For the Big Ten Player Comparisons, I created an algorithm that spits out the most similar statistical profiles for a given player’s. There are 20 unweighted categories—most of which are advanced metrics—but shooting and rebounding are well-accounted for. The database consists of 750 players from the 2008-2014 seasons. This post is already absurdly long, so I’ll have to explain it further at some other time. This system will probably be used pretty extensively.

Considering that the Hoosiers had Yogi Ferrell and Noah Vonleh—the latter was drafted in the lottery of a deep draft—their struggles were perplexing. A stable of uninspiring role players did little to augment the talents of their two stars and their offense was often stagnant and extremely turnover prone. Indiana didn’t shoot the ball well from the field, but the inability to hold onto the ball was crippling—IU finished 330th nationally in turnover rate, easily the last in the Big Ten. Ferrell can be best categorized as a scoring point guard: he’s ball-dominant and often probes the defense with his quickness rather than driving right to the rim, he’s one of the better shooters in the league (40% on a ridiculous 220 attempts, mostly from above the break), and he gets to the free throw line and shoots better than 80% from the stripe over his career. There were a few games that Yogi took over with his scoring ability: 30 points (on just 15 FGA) at Illinois, 27 (including 7 made threes) against Michigan and at Purdue, and 25 and 24 in two games against Wisconsin.
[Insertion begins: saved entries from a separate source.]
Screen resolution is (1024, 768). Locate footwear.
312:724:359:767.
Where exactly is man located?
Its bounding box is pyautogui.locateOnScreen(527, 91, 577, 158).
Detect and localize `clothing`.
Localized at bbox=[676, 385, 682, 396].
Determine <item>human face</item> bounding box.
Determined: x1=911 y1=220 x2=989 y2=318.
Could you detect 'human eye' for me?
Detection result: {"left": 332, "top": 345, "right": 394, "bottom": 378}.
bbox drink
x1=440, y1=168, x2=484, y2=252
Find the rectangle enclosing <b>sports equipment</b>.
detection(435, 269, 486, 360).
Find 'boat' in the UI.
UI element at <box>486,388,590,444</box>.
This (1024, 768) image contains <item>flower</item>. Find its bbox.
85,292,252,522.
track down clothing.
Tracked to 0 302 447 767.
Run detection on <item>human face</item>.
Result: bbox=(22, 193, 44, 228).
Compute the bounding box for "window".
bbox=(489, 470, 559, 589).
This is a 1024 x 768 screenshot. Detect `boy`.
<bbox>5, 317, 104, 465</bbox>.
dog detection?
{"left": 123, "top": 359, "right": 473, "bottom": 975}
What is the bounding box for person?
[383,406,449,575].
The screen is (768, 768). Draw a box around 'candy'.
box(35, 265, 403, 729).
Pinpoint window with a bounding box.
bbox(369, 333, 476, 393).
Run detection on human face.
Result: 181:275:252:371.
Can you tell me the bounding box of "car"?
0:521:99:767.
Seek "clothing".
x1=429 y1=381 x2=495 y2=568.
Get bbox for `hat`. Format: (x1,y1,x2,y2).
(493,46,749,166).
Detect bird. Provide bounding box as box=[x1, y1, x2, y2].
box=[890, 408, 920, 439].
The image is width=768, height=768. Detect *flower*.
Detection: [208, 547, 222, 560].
With Indiana’s turnover issues and Ferrell’s role as its offensive catalyst, his turnover rate—18.0%—wasn’t ideal, but it wasn’t exactly anomalous amongst analogous point guards.

yogi scatterplot preseason all b1g

Yogi didn’t have the ball-security of a Jordan Taylor or Drew Neitzel, but it wasn’t bad. Turning the ball over was a collective effort: the entire rotation (aside from Ferrell) had turnover rates of at least 20%. Adding five-star combo guard James Blackmon, Jr. should help out immensely in regard to that issue and it should enable Ferrell to play off-the-ball and distribute a little more this season. Ferrell will likely be the best point guard in the Big Ten and there’s a chance that he could lead the league in scoring.